DOUALA and YAOUNDE, CAMEROON – Cocoa production represents over 8 per cent of Cameroon’s agricultural output, but exports have been wobbly as a result of a lack of quality control tests available locally.
“Without quality assurance and microbiological testing, the sales price is bad – and the income for producers is meagre, resulting in persistent poverty,” said Elie Bertrand Mutngi, Director of Quality and Sustainability at Cameroon’s National Cocoa and Coffee Board.
This is now expected to change, as a local company with a long history of using nuclear techniques for testing in the oil and gas sector, has begun to offer tests for chemical residues and contaminants in cocoa and coffee. The certification they provide, which exporters could obtain only from European labs before, is a prerequisite for export to most countries.
HYDRAC, the Douala-based majority state-owned company, has used nuclear techniques for non-destructive testing of pipes, construction material as well as hydrocarbons. It has cooperated with the IAEA since 1995, when the need for such tests first emerged during the construction of an oil pipeline connecting landlocked Chad with the Cameroonian coast.
Food security is a key pillar of the government’s 2020-2030 National Development Strategy, and it requires food safety systems in place. Furthermore, safety and high-quality of food are also paramount in order for the country to increase its exports. It is in support of this plan that HYDRAC has decided to diversify into food testing, said David Ekoume, the company’s Director General. Products such as cocoa and coffee sometimes contain pesticide residues and other toxins above safety limits established by the European Union and other import markets.
The IAEA, through its technical cooperation programme and in partnership with the Food and Agriculture Organization of the United Nations, has helped train seven analytical chemists and managers in the use of nuclear and nuclear-based analytical techniques in food safety and has supported the lab with equipment including an atomic absorption spectrometer, a gas chromatograph coupled with a mass spectrometer as well as radio receptor assay tool kits to perform relevant tests (see The Science box).
“Previously a lot of the country’s cocoa and coffee exports were rejected by importers or could only be sold locally at lower prices, due to lack of testing,” Ekoume said. “This is true also for other agricultural exports such as banana and pineapples. We are therefore working to get accreditation as a general food safety lab.”

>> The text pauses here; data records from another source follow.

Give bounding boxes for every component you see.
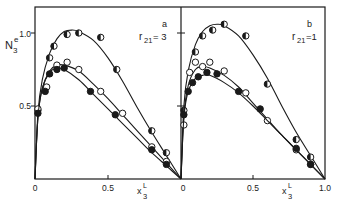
data-point-filled bbox=[46, 71, 52, 77]
data-point-filled bbox=[42, 88, 48, 94]
data-point-filled bbox=[204, 69, 210, 75]
data-point-open bbox=[119, 110, 125, 116]
fit-curve-filled bbox=[35, 68, 181, 179]
data-point-filled bbox=[307, 161, 313, 167]
x-label-sup: L bbox=[288, 182, 292, 189]
fit-curve-open bbox=[35, 64, 181, 179]
x-tick-b-1.0: 1.0 bbox=[319, 183, 331, 193]
data-point-open bbox=[76, 66, 82, 72]
data-point-filled bbox=[35, 110, 41, 116]
fit-curve-filled bbox=[181, 75, 325, 179]
data-point-filled bbox=[61, 65, 67, 71]
panel-a-letter: a bbox=[162, 19, 167, 29]
data-point-half bbox=[199, 33, 205, 39]
fit-curve-half bbox=[35, 30, 181, 179]
y-axis-label: N 3 e bbox=[5, 35, 19, 55]
param-value: = 3 bbox=[153, 31, 166, 42]
data-point-open bbox=[98, 88, 104, 94]
param-value: =1 bbox=[306, 31, 317, 42]
data-point-filled bbox=[257, 106, 263, 112]
data-point-half bbox=[163, 150, 169, 156]
data-point-half bbox=[264, 81, 270, 87]
x-tick-a-0: 0 bbox=[33, 183, 38, 193]
figure-canvas: N 3 e 1.0 0.5 0 0.5 0 0.5 1.0 x 3 L x 3 … bbox=[0, 0, 342, 207]
data-point-half bbox=[114, 66, 120, 72]
y-label-main: N bbox=[5, 39, 13, 51]
x-tick-b-0: 0 bbox=[181, 183, 186, 193]
x-axis-label-a: x 3 L bbox=[137, 182, 147, 201]
panel-a-annotation: a r 21 = 3 bbox=[139, 19, 167, 45]
data-point-open bbox=[243, 90, 249, 96]
data-point-open bbox=[192, 59, 198, 65]
data-point-filled bbox=[54, 66, 60, 72]
data-point-half bbox=[293, 136, 299, 142]
data-point-half bbox=[46, 55, 52, 61]
data-point-filled bbox=[293, 145, 299, 151]
data-point-filled bbox=[163, 161, 169, 167]
panel-b-letter: b bbox=[307, 19, 312, 29]
x-label-sub: 3 bbox=[143, 192, 147, 201]
data-point-half bbox=[307, 154, 313, 160]
data-point-half bbox=[209, 27, 215, 33]
data-point-filled bbox=[189, 79, 195, 85]
data-point-open bbox=[221, 68, 227, 74]
plot-frame bbox=[31, 7, 325, 179]
panel-b-annotation: b r 21 =1 bbox=[292, 19, 317, 45]
data-point-half bbox=[149, 128, 155, 134]
y-tick-0.5: 0.5 bbox=[19, 101, 31, 111]
data-point-open bbox=[186, 69, 192, 75]
x-tick-b-0.5: 0.5 bbox=[247, 183, 259, 193]
fit-curve-open bbox=[181, 66, 325, 179]
data-point-half bbox=[221, 21, 227, 27]
data-point-half bbox=[76, 30, 82, 36]
param-sub: 21 bbox=[297, 36, 305, 45]
data-point-filled bbox=[149, 147, 155, 153]
x-label-main: x bbox=[137, 186, 142, 196]
param-label: r bbox=[139, 31, 143, 42]
y-tick-1.0: 1.0 bbox=[19, 29, 31, 39]
x-label-sup: L bbox=[143, 182, 147, 189]
x-label-sub: 3 bbox=[288, 192, 292, 201]
data-point-half bbox=[243, 33, 249, 39]
param-sub: 21 bbox=[144, 36, 152, 45]
data-point-filled bbox=[87, 88, 93, 94]
x-axis-label-b: x 3 L bbox=[282, 182, 292, 201]
data-point-half bbox=[97, 34, 103, 40]
data-point-open bbox=[199, 63, 205, 69]
data-point-filled bbox=[195, 74, 201, 80]
data-point-filled bbox=[112, 112, 118, 118]
data-point-half bbox=[51, 43, 57, 49]
data-point-filled bbox=[235, 88, 241, 94]
data-point-half bbox=[192, 49, 198, 55]
x-label-main: x bbox=[282, 186, 287, 196]
data-point-half bbox=[64, 31, 70, 37]
fit-curve-half bbox=[181, 24, 325, 179]
param-label: r bbox=[292, 31, 296, 42]
data-point-filled bbox=[185, 88, 191, 94]
y-label-sub: 3 bbox=[13, 46, 18, 55]
data-point-filled bbox=[214, 71, 220, 77]
data-point-filled bbox=[181, 112, 187, 118]
data-point-open bbox=[207, 59, 213, 65]
panel-a-plot bbox=[35, 30, 181, 179]
x-tick-a-0.5: 0.5 bbox=[102, 183, 114, 193]
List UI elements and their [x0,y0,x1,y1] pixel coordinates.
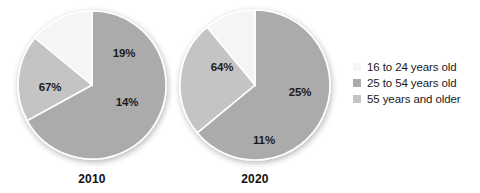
year-label: 2010 [78,172,106,186]
legend-swatch-icon [353,95,361,103]
slice-percentage-label: 19% [113,47,136,59]
year-label: 2020 [241,172,269,186]
legend-swatch-icon [353,63,361,71]
legend-item: 55 years and older [353,91,460,107]
legend-item: 16 to 24 years old [353,59,460,75]
pie-chart-2010 [10,3,174,167]
legend-label: 55 years and older [367,93,460,105]
chart-legend: 16 to 24 years old25 to 54 years old55 y… [353,59,460,107]
slice-percentage-label: 64% [211,61,234,73]
slice-percentage-label: 14% [116,96,139,108]
slice-percentage-label: 67% [39,81,62,93]
slice-percentage-label: 25% [289,86,312,98]
pie-svg [10,3,174,167]
legend-label: 25 to 54 years old [367,77,457,89]
pie-chart-figure: 20102020 16 to 24 years old25 to 54 year… [0,0,480,193]
legend-item: 25 to 54 years old [353,75,460,91]
slice-percentage-label: 11% [253,134,275,146]
legend-swatch-icon [353,79,361,87]
legend-label: 16 to 24 years old [367,61,457,73]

As of this year, the lab is able to check for mycotoxins, pesticide residues, toxic metals, polycyclic aromatic hydrocarbons (PAHs), which occur naturally in oil and can contaminate food, and polychlorinated biphenyls (PCBs), a highly carcinogenic substance formerly used in industrial and consumer products. The extension of ISO accreditation for HYDRAC’s lab from cocoa and coffee to food in general is under way and should be completed this year, in August 2022, Ekouma said.